Re: Magic is useless!



On 06Jan2002 08:40PM (-0800), Seth Nickell wrote:
> 
> We can add support for this to GnomeVFS. We don't expose how the MIME
> type detection is done in the VFS api anyway, so it wouldn't be terribly
> difficult to use a metadata attribute when the file is stored on a
> ReiserFS filesystem. The reason that we also need magic sniffing is that
> we don't want the Macintosh dilemna where files get stripped of their
> properties if you move them to other systems. 

For similar reasons, we would need the ability to set the type for an
existing file, so that the type can be sniffed at download time or
whatever.

> Most major file formats already have a detectable magic byte
> signaturate, though some of the now prospering "human readable"
> formats using XML or whatever are a thorn in the side (particularly
> if they are compressed, grr). But this would be a good complement.

XML is reasonably OK, actually, since a proper XML document has a DTD
declaration at the top that you can look for. The main problem is
compressed files and archives, since you need to either look inside
the compression/archiving, or allow suffixes to take precedence for
those types (returning to the bad old suffix-based world for those
kinds of files). We really should come up with a solution to this in
gnome-vfs, since it is a frequent user complaint.

> Something that would be *really* nice to have, while I'm on the subject
> of filesystem metadata, is support for extended metadata (i.e. "user"
> defined metadata, where user == application programmer). It would be
> nice to tack information like the icon position or whatever directly
> into a file's metadata.

Indeed, if you have arbitrary keyed metadata like this, all you need
is a convention for an attribute name to use for the file type, you
don't need additional API for it. So I'd be more in favor of generic
key/value metadata at the kernel level. We can use that when
available, and fall back to our current XML file scheme otherwise.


Brief.
Which lines of the data below contain "item"? Please show them all.

---------- Material supplied ----------

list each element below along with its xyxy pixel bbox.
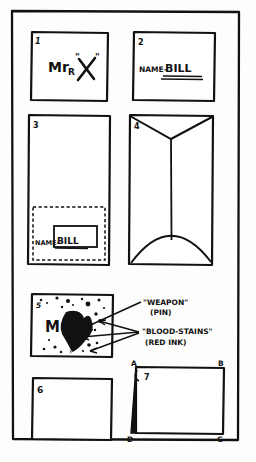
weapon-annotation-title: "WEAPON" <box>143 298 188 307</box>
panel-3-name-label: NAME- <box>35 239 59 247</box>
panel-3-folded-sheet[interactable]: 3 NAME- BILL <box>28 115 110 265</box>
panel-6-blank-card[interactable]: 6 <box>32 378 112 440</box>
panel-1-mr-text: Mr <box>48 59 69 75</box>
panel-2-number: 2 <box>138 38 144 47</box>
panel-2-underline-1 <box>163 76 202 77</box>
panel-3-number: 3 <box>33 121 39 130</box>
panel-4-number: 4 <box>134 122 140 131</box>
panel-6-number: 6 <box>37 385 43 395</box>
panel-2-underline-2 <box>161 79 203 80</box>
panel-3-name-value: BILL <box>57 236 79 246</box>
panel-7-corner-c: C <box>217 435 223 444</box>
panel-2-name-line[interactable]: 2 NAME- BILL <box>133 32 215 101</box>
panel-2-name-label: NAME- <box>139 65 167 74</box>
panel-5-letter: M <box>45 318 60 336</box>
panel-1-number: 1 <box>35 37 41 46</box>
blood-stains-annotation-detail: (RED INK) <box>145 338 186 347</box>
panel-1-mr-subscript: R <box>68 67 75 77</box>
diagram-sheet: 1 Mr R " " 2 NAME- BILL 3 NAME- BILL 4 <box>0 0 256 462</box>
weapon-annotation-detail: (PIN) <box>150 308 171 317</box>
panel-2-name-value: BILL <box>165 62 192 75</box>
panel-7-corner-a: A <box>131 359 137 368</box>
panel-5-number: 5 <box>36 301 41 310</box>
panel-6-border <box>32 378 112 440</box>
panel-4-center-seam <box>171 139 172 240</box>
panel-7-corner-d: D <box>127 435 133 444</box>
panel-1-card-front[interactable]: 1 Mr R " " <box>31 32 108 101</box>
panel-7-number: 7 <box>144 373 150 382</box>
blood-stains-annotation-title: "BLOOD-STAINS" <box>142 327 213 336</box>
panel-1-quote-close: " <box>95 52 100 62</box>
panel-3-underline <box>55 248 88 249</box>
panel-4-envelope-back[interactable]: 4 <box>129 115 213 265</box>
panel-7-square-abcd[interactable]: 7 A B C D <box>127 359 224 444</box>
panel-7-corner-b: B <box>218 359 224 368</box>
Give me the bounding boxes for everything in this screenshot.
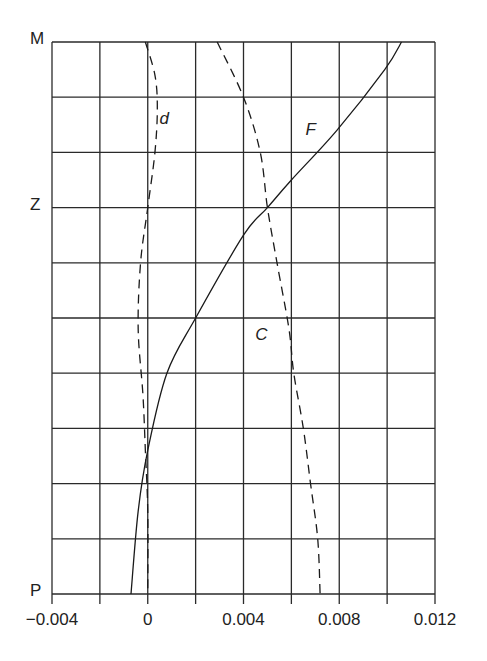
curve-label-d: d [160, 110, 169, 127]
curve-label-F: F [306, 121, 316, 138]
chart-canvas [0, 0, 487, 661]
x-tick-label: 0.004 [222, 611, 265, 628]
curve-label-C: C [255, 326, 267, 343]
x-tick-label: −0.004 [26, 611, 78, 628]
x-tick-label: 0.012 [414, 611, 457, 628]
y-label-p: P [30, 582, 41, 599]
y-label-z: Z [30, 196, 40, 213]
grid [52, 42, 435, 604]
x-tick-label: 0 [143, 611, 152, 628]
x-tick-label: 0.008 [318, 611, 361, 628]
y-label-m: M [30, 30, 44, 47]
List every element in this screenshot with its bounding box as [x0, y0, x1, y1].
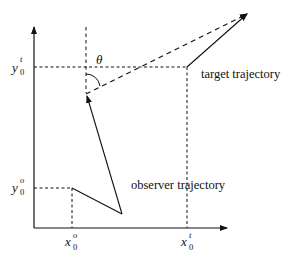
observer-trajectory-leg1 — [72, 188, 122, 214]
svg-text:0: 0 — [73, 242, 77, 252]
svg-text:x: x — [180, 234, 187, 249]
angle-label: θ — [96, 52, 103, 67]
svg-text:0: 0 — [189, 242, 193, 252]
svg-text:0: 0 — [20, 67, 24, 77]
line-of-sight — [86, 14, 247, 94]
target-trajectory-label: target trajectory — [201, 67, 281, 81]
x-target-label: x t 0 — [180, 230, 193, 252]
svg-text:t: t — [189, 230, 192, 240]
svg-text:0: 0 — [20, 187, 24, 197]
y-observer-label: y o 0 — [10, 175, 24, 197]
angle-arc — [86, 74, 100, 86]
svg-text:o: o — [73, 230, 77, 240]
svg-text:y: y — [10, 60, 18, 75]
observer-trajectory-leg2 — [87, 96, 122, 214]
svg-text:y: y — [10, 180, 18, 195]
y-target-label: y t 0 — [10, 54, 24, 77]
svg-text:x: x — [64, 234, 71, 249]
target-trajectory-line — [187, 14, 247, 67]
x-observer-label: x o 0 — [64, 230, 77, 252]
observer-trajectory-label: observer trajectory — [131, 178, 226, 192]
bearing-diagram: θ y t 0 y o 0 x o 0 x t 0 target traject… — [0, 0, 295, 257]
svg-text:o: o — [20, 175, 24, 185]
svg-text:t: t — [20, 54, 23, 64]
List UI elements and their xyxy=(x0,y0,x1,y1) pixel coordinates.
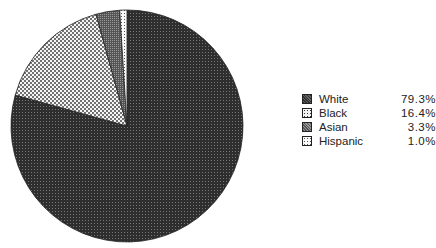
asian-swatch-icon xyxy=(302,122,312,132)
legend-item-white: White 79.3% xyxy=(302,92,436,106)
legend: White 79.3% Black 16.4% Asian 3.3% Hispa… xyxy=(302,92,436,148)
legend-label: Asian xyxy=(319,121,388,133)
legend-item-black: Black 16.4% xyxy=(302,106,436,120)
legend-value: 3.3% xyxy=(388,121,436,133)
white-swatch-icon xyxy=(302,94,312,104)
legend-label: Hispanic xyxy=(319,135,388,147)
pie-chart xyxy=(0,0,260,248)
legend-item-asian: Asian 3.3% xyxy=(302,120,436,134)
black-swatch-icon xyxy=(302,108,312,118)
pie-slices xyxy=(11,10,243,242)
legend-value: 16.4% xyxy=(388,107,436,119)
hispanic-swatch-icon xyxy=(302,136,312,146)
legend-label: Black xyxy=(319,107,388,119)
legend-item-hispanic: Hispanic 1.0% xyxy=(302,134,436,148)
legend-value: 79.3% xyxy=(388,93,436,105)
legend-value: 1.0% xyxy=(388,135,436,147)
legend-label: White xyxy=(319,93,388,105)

----------

Response to this exercise.
legend-item-white: White 79.3% xyxy=(302,92,436,106)
legend-item-black: Black 16.4% xyxy=(302,106,436,120)
legend-item-asian: Asian 3.3% xyxy=(302,120,436,134)
legend-item-hispanic: Hispanic 1.0% xyxy=(302,134,436,148)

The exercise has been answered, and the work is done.